One is that you should have emergency, instant-access savings equal to three months of expenses.
That’s a lovely idea, and was pretty easy for a well-paid household like my own to live by, but it’s up for debate, especially after you pass the magic moment in your life where (at a pinch) you can live on a single income, yours or your spouses.
Until that moment, ready access to savings is like having insurance.
I have had several non-journalist friends get made redundant and pass a nervous year until they got a new paying gig. So, should we have ready access to savings worth 12 months of your expenses? That’s a lot, especially for people who have a mortgage.
I do think you need to have a decent chunk of ready-access savings, but I think each of us should be playing a long-game with money.
Start with your ambitions. Most people’s first ambitions are to build employable/marketable skills, and to get together a deposit for a home.
Then their minds turn to the next sets of aims: getting equity in their home (including rapidly paying down their home loans), and also building a retirement nest-egg, which usually now means through KiwiSaver.
Once you have plans, you can gauge where you should be with your wealth at any point in time.

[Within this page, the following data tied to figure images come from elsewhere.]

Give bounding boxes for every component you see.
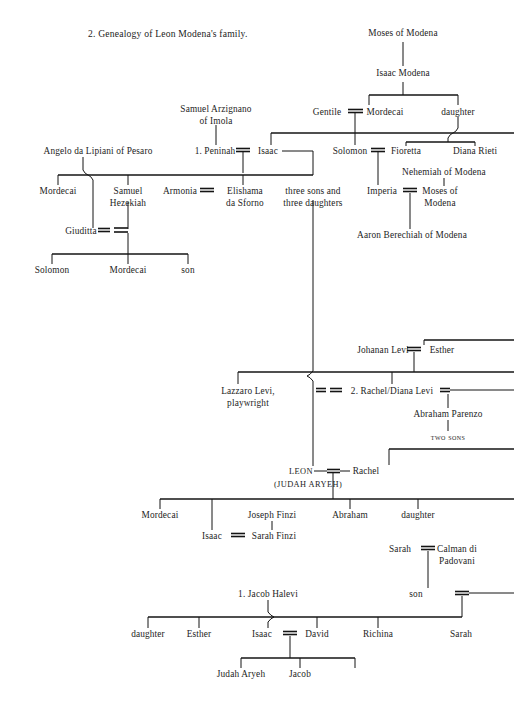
person-son-bottom: son: [181, 265, 194, 276]
person-sarah-c: Judah Aryeh: [217, 669, 265, 680]
person-abraham-parenzo: Abraham Parenzo: [413, 409, 482, 420]
person-fioretta: Fioretta: [391, 146, 421, 157]
person-diana-rieti: Diana Rieti: [453, 146, 497, 157]
person-sarah-padovani: Sarah: [389, 544, 411, 555]
person-angelo-da-lipiani: Angelo da Lipiani of Pesaro: [44, 146, 153, 157]
person-three-sons-three-daughters: three sons andthree daughters: [271, 186, 355, 209]
person-two-sons: two sons: [431, 432, 465, 443]
person-moses-of-modena: Moses of Modena: [368, 28, 437, 39]
person-samuel-arzignano: Samuel Arzignanoof Imola: [170, 104, 262, 127]
person-mordecai-bottom: Mordecai: [110, 265, 147, 276]
person-aaron-berechiah-of-modena: Aaron Berechiah of Modena: [357, 230, 467, 241]
person-isaac-peninah: Isaac: [258, 146, 278, 157]
person-mordecai-2: Mordecai: [40, 186, 77, 197]
person-moses-of-modena-2: Moses ofModena: [411, 186, 469, 209]
person-armonia: Armonia: [163, 186, 197, 197]
person-leon-alt-name: (JUDAH ARYEH): [274, 479, 342, 490]
person-joseph-finzi: Joseph Finzi: [248, 510, 297, 521]
person-isaac-finzi: Isaac: [202, 531, 222, 542]
person-abraham-leon: Abraham: [332, 510, 368, 521]
person-imperia: Imperia: [367, 186, 397, 197]
person-elishama-da-sforno: Elishamada Sforno: [214, 186, 276, 209]
person-isaac-b: David: [305, 629, 328, 640]
person-daughter-b: Esther: [187, 629, 212, 640]
person-esther-levi: Esther: [430, 345, 455, 356]
person-daughter-top: daughter: [441, 107, 475, 118]
person-samuel-hezekiah: SamuelHezekiah: [94, 186, 162, 209]
person-judah-aryeh-c: Jacob: [289, 669, 311, 680]
person-jacob-halevi: son: [409, 589, 422, 600]
person-gentile: Gentile: [313, 107, 341, 118]
person-richina-b: Sarah: [450, 629, 472, 640]
person-daughter-leon: daughter: [401, 510, 435, 521]
person-lazzaro-levi: Lazzaro Levi,playwright: [210, 386, 286, 409]
person-rachel-diana-levi: 2. Rachel/Diana Levi: [351, 386, 433, 397]
person-esther-b: Isaac: [252, 629, 272, 640]
person-giuditta: Giuditta: [65, 226, 97, 237]
person-peninah: 1. Peninah: [195, 146, 236, 157]
person-nehemiah-of-modena: Nehemiah of Modena: [402, 167, 486, 178]
genealogy-figure: 2. Genealogy of Leon Modena's family.: [0, 0, 514, 722]
person-judah-monte-scudolo: 1. Jacob Halevi: [238, 589, 298, 600]
person-leon: LEON: [289, 466, 313, 477]
person-johanan-levi: Johanan Levi: [357, 345, 409, 356]
person-solomon-top: Solomon: [333, 146, 368, 157]
person-mordecai-top: Mordecai: [367, 107, 404, 118]
person-mordecai-3: Mordecai: [142, 510, 179, 521]
person-son-b: daughter: [131, 629, 165, 640]
person-calman-di-padovani: Calman diPadovani: [426, 544, 488, 567]
person-sarah-finzi: Sarah Finzi: [252, 531, 296, 542]
person-rachel-leon: Rachel: [353, 466, 380, 477]
person-isaac-modena: Isaac Modena: [376, 68, 430, 79]
person-david-b: Richina: [363, 629, 393, 640]
person-solomon-bottom: Solomon: [35, 265, 70, 276]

This is a time when people have to make savings trade-offs. How much do you direct to killing the mortgage? How much goes into KiwiSaver? How much do you keep in ready access savings? How often do you replace the car? How often do you eat out? Do you buy new furniture, or scour second hand traders for pieces you can restore?
I have been fortunate. I have had a household income for most of my life that enabled my family to do the things we felt were important. I married young, and have never been divorced. My important things included rapidly paying down the mortgage, having adequate instant-access savings, and maximising KiwiSaver (and before that workplace super).

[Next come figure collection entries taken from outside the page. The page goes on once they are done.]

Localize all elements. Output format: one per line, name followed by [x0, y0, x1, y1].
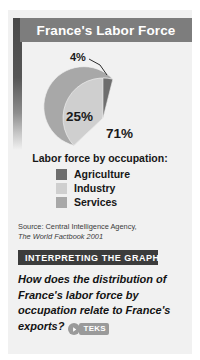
pie-label-industry: 25% — [66, 109, 93, 124]
legend-swatch-industry — [56, 183, 67, 194]
pie-label-services: 71% — [106, 126, 133, 141]
legend-swatch-services — [56, 197, 67, 208]
page-title: France's Labor Force — [37, 23, 176, 38]
legend-label-agriculture: Agriculture — [74, 168, 130, 181]
interpreting-heading: INTERPRETING THE GRAPH — [25, 253, 160, 263]
legend-item-services: Services — [56, 196, 192, 209]
teks-badge[interactable]: TEKS — [68, 323, 109, 335]
legend: Labor force by occupation: Agriculture I… — [8, 152, 192, 210]
interpreting-the-graph-bar: INTERPRETING THE GRAPH — [18, 250, 158, 265]
legend-item-agriculture: Agriculture — [56, 168, 192, 181]
pie-chart-svg: 4% 25% 71% — [8, 44, 192, 154]
source-line-1: Source: Central Intelligence Agency, — [18, 222, 186, 232]
source-citation: Source: Central Intelligence Agency, The… — [18, 222, 186, 242]
pie-chart: 4% 25% 71% — [8, 44, 192, 154]
legend-label-industry: Industry — [74, 182, 115, 195]
legend-label-services: Services — [74, 196, 117, 209]
teks-badge-label[interactable]: TEKS — [79, 323, 109, 335]
card-title-bar: France's Labor Force — [20, 18, 192, 42]
pie-label-agriculture: 4% — [70, 51, 86, 63]
legend-item-industry: Industry — [56, 182, 192, 195]
source-line-2: The World Factbook 2001 — [18, 232, 186, 242]
pie-slice-agriculture — [103, 78, 113, 118]
interpreting-question-block: How does the distribution of France's la… — [18, 272, 190, 335]
graph-card: France's Labor Force 4% 25% 71% Labor fo… — [8, 10, 192, 354]
legend-swatch-agriculture — [56, 169, 67, 180]
legend-title: Labor force by occupation: — [8, 152, 192, 164]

I haven’t taken the kids on overseas holidays each year, and have never driven a new car, but I have been able to provide a stable home life for my girls, who have wanted for nothing of any real importance. That’s happiness for me.
A wise fund manager once told me the secret to a comfortable life without money worries was to get yourself skilled up, and then save 10% of your gross income into a superannuation scheme. I believe he is right.
That was a long answer to a short question, but it boils down to this: Work out what you want to do you want to achieve in life, and make plans that give you the best chance of getting there.